Phase 2

Projects

The work of highlighting the insights from the distinct stakeholder groups (librarians, researchers, publishers, etc.) illuminated the systemic nature of addressing the metadata problems. Our work would not be accomplished by single stakeholder groups making incremental changes. Rather, the system itself of how we as an integrated community engage with, value and benefit from metadata would need to be improved to realize lasting improvement.

Recognizing this needs, the Metadata 20/20 effort shifted to project-based work that included members of each of the stakeholder groups to address systemic challenges. The resulting six projects coalesced round a specific purpose statement to identify, research, and make recommendations to address the systemic challenge.

Each of these groups met over the course of a year to discuss and collaborate to further their purposes. The work of these projects led to the several output that are described in the next phase.

The project purpose statements

1. Researcher Communications

Exploring ways to align efforts between communities that aim to increase the impact and consistency of communication with researchers about metadata.

2. Metadata Recommendations and Element Mappings

To converge communities and publishers towards a shared set of recommended metadata concepts with related mappings between those recommended concepts and elements in important dialects.

3. Defining the Terms We Use About Metadata

In order to communicate effectively about anything, a common language must be acknowledged, tacitly or purposefully. In the metadata space, there is not agreement on what words like ‘property’, ‘term’, ‘concept’, ‘schema’, or ‘title’ refer to. This project will develop a glossary of words associated with metadata, both for core concepts and disciplinary areas.

4. Incentives for Improving Metadata Quality

To highlight downstream applications and value of metadata for all parts of the community, telling real stories as evidence of how better metadata will meet their goals.

5. Shared Best Practice and Principles

To build a set of high level best practices for using metadata across the scholarly communication cycle, in order to facilitate interoperability and easier exchange of information and data across the stakeholders in the process.

6. Metadata Evaluation and Guidance

To identify and compare existing metadata evaluation tools and mechanisms for connecting the results of those evaluations to clear, cross-community guidance.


- [Work instructions]: Once the records below have been read, copy them all out exactly.
((
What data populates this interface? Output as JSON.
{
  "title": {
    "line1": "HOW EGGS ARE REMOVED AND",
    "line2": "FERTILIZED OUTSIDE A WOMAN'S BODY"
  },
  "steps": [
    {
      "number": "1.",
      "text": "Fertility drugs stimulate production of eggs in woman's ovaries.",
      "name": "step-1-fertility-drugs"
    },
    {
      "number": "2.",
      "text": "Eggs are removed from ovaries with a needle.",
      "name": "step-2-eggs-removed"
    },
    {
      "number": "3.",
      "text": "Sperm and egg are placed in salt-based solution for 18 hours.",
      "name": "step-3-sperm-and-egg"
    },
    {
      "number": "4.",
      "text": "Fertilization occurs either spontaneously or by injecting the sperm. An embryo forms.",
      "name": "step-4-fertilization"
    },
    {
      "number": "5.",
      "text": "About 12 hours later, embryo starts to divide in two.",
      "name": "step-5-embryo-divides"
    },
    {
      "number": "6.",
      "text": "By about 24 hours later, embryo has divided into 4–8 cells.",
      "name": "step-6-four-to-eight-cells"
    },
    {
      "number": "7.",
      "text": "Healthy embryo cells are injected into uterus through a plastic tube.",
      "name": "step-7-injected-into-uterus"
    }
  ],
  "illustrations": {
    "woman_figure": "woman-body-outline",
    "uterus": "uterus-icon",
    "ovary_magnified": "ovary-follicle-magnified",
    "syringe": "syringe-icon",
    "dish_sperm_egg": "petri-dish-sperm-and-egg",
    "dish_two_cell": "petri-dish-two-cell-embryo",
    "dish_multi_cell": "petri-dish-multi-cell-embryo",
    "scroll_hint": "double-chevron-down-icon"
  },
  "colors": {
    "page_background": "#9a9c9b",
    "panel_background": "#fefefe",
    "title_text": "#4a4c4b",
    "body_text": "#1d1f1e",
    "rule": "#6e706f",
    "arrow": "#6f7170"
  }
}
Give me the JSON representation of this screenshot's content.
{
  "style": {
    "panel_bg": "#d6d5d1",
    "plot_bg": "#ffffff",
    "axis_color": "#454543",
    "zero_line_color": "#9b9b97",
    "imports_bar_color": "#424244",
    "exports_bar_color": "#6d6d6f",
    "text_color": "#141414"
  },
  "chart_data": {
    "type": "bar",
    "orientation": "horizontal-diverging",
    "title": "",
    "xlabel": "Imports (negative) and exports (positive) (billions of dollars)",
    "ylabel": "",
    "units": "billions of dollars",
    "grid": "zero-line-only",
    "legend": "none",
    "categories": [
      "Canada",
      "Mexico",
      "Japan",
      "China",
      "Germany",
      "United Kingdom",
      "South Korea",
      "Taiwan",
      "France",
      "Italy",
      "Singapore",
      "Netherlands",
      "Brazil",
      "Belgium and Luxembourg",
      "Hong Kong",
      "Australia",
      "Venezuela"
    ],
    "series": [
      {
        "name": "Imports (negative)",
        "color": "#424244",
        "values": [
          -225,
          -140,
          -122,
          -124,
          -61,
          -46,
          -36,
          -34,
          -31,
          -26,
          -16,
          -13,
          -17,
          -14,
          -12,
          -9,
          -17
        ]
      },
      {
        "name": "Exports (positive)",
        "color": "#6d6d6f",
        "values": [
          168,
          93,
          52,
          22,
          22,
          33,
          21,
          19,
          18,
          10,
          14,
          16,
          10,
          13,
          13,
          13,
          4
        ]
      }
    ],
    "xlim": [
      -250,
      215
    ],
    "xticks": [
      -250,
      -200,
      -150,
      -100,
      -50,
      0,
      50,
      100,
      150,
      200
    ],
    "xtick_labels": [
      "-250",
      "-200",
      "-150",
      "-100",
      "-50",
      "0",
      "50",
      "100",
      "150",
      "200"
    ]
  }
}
))
- [Expected output]:
What data populates this interface? Output as JSON.
{
  "title": {
    "line1": "HOW EGGS ARE REMOVED AND",
    "line2": "FERTILIZED OUTSIDE A WOMAN'S BODY"
  },
  "steps": [
    {
      "number": "1.",
      "text": "Fertility drugs stimulate production of eggs in woman's ovaries.",
      "name": "step-1-fertility-drugs"
    },
    {
      "number": "2.",
      "text": "Eggs are removed from ovaries with a needle.",
      "name": "step-2-eggs-removed"
    },
    {
      "number": "3.",
      "text": "Sperm and egg are placed in salt-based solution for 18 hours.",
      "name": "step-3-sperm-and-egg"
    },
    {
      "number": "4.",
      "text": "Fertilization occurs either spontaneously or by injecting the sperm. An embryo forms.",
      "name": "step-4-fertilization"
    },
    {
      "number": "5.",
      "text": "About 12 hours later, embryo starts to divide in two.",
      "name": "step-5-embryo-divides"
    },
    {
      "number": "6.",
      "text": "By about 24 hours later, embryo has divided into 4–8 cells.",
      "name": "step-6-four-to-eight-cells"
    },
    {
      "number": "7.",
      "text": "Healthy embryo cells are injected into uterus through a plastic tube.",
      "name": "step-7-injected-into-uterus"
    }
  ],
  "illustrations": {
    "woman_figure": "woman-body-outline",
    "uterus": "uterus-icon",
    "ovary_magnified": "ovary-follicle-magnified",
    "syringe": "syringe-icon",
    "dish_sperm_egg": "petri-dish-sperm-and-egg",
    "dish_two_cell": "petri-dish-two-cell-embryo",
    "dish_multi_cell": "petri-dish-multi-cell-embryo",
    "scroll_hint": "double-chevron-down-icon"
  },
  "colors": {
    "page_background": "#9a9c9b",
    "panel_background": "#fefefe",
    "title_text": "#4a4c4b",
    "body_text": "#1d1f1e",
    "rule": "#6e706f",
    "arrow": "#6f7170"
  }
}
Give me the JSON representation of this screenshot's content.
{
  "style": {
    "panel_bg": "#d6d5d1",
    "plot_bg": "#ffffff",
    "axis_color": "#454543",
    "zero_line_color": "#9b9b97",
    "imports_bar_color": "#424244",
    "exports_bar_color": "#6d6d6f",
    "text_color": "#141414"
  },
  "chart_data": {
    "type": "bar",
    "orientation": "horizontal-diverging",
    "title": "",
    "xlabel": "Imports (negative) and exports (positive) (billions of dollars)",
    "ylabel": "",
    "units": "billions of dollars",
    "grid": "zero-line-only",
    "legend": "none",
    "categories": [
      "Canada",
      "Mexico",
      "Japan",
      "China",
      "Germany",
      "United Kingdom",
      "South Korea",
      "Taiwan",
      "France",
      "Italy",
      "Singapore",
      "Netherlands",
      "Brazil",
      "Belgium and Luxembourg",
      "Hong Kong",
      "Australia",
      "Venezuela"
    ],
    "series": [
      {
        "name": "Imports (negative)",
        "color": "#424244",
        "values": [
          -225,
          -140,
          -122,
          -124,
          -61,
          -46,
          -36,
          -34,
          -31,
          -26,
          -16,
          -13,
          -17,
          -14,
          -12,
          -9,
          -17
        ]
      },
      {
        "name": "Exports (positive)",
        "color": "#6d6d6f",
        "values": [
          168,
          93,
          52,
          22,
          22,
          33,
          21,
          19,
          18,
          10,
          14,
          16,
          10,
          13,
          13,
          13,
          4
        ]
      }
    ],
    "xlim": [
      -250,
      215
    ],
    "xticks": [
      -250,
      -200,
      -150,
      -100,
      -50,
      0,
      50,
      100,
      150,
      200
    ],
    "xtick_labels": [
      "-250",
      "-200",
      "-150",
      "-100",
      "-50",
      "0",
      "50",
      "100",
      "150",
      "200"
    ]
  }
}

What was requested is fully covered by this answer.